Inventing a criminal offence

Cannabis was a legal substance in the USA until 1937. In order to understand the mind set of the people who were instrumental in this herb being classified as illegal, it is necessary to know of the society that existed prior to 1937. It may be news to many young people that alcohol was the “dangerous drug” between 1750 and 1933. After several failed attempts to discourage the use of pure alcohol, governments sought to end its use by making it illegal to manufacture and sell “spirituous or intoxicating liquors,” except for medical purposes.

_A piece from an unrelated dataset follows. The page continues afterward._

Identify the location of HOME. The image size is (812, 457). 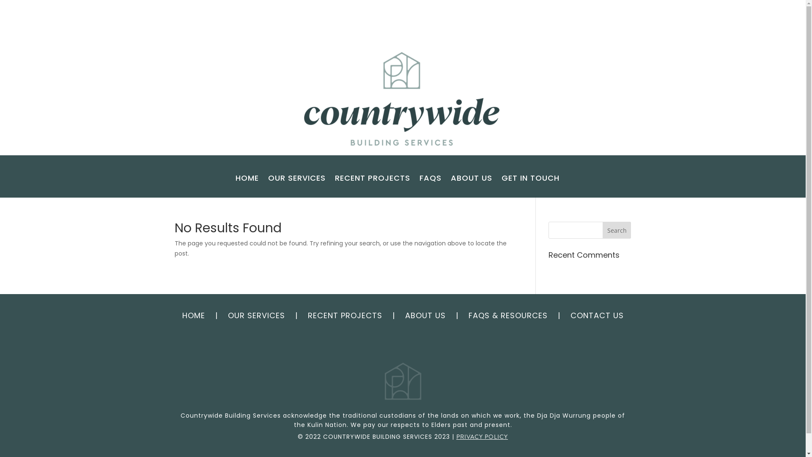
(193, 316).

As the anti-alcohol sentiments grew, Abraham Lincoln, President of the United States, described alcohol as the “Egyptian angel of death”. The fervour grew to totally prohibit the substance in 1917. This amendment made it a Federal crime to engage in the manufacture of alcohol. Following the American decision, Canada, England, Germany, Austria, and others also passed laws prohibiting or attempting to control the use of alcohol. It was around this time that my great-grandfather was carted off to jail in SVG for having a distillery in the foothills of Mt. St Andrew.

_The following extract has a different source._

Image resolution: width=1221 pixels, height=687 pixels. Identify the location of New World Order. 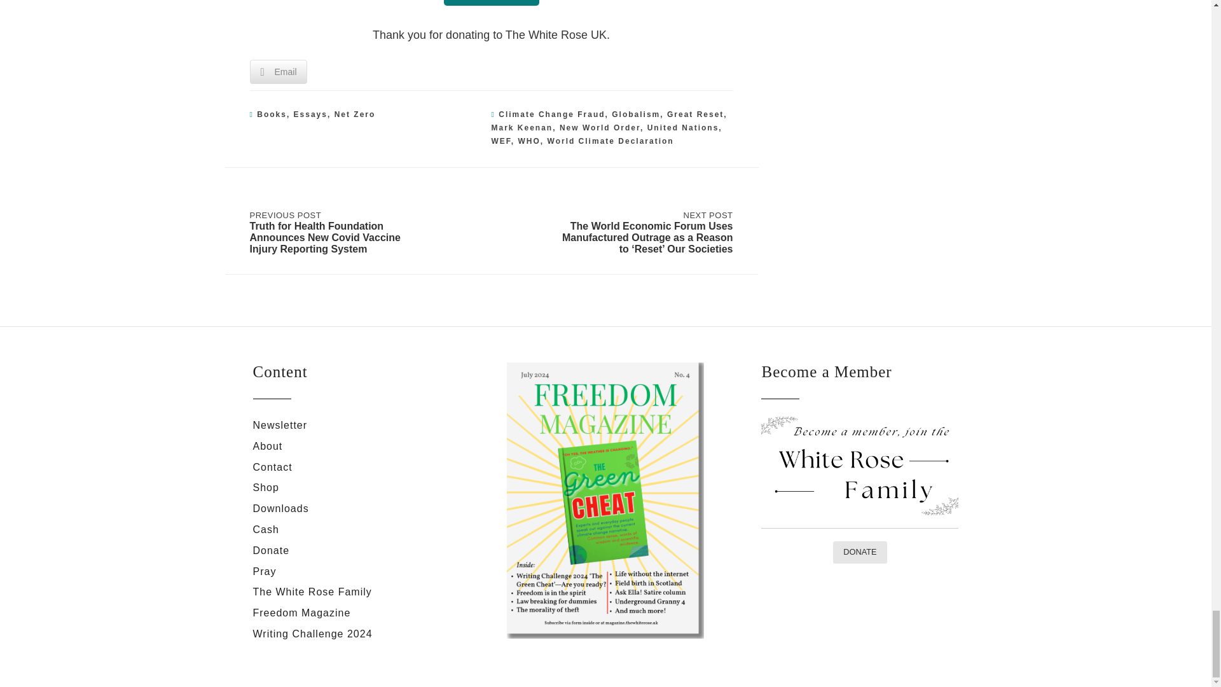
(599, 128).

In order to enforce the law, the US government in 1919 passed the National Prohibition Act, otherwise known as the Volstead Act after its chief sponsor, Congressman Andrew Volstead of Minnesota. The law gave federal police wide latitude to enter, seize and destroy the property of persons suspected of engaging in production of alcohol. Rather than curtail the use of distilled spirits, the law created a new breed of criminals – gangsters and bootleggers. The most famous of these bootleggers was Joseph P. Kennedy, father of President Kennedy. By the end of the 20s, the Volstead Act was being referred to as Volsteadism – meaning intolerable searches and seizures and shootings by the police (sound familiar?). By 1933, the American people began to view the 18th Amendment as a threat to individual freedom and demanded its repeal. The 21st Amendment, passed that year, did just that.

Ganja outlawed

As can be expected, there were those who opposed the repeal. Chief among them was a man named Harry Anslinger. Mr Anslinger, who was once a key figure in the alcohol prohibition, was now head of the Federal Bureau of Narcotics and went straight after marijuana. The herb, which is believed was introduced to Jamaica by Chinese immigrants for medicinal purposes, was flourishing. Mr Anslinger began by writing a series of articles, which appeared in newspapers all across America, about the dangers of marijuana. In 1927, a sensational article appeared in the New York Times, claiming that a Mexican had gone insane after eating cannabis leaves. At a hearing of the Marijuana Tax Act in 1937, Anslinger testified that a 21-year-old Florida man had killed his entire family after smoking “weed”. What he did not tell the committee was that the young man had been judged to be insane sometime before his use of “weed”. Marijuana was outlawed. Man declared a natural substance illegal, and I have just added Viagra, a known killer, to the dictionary of my computer.

As was the case of the prohibition of alcohol, many other countries soon copied America. And, as also was the case in 1919, a new criminal element emerged. Perhaps worse was that the herb soon began to surface in countries where it was never thought of as “something to try”. Appearing in places like Trinidad and Tobago and SVG in the 60’s. Holland decriminalized marijuana use in 1976, while at the same time cracking down on hard drugs. It is now estimated that 25 per cent of Holland’s tourist income, US$5.3 billion, is from narco-tourism. There are stores selling everything from hemp lingerie, hemp jeans to hemp shampoo. No one has, to date, axed anyone to death. A United Nations drug control programme estimates that in America, where the use of cannabis is illegal, 13 per cent of the population abuses it; in Holland it is under four per cent.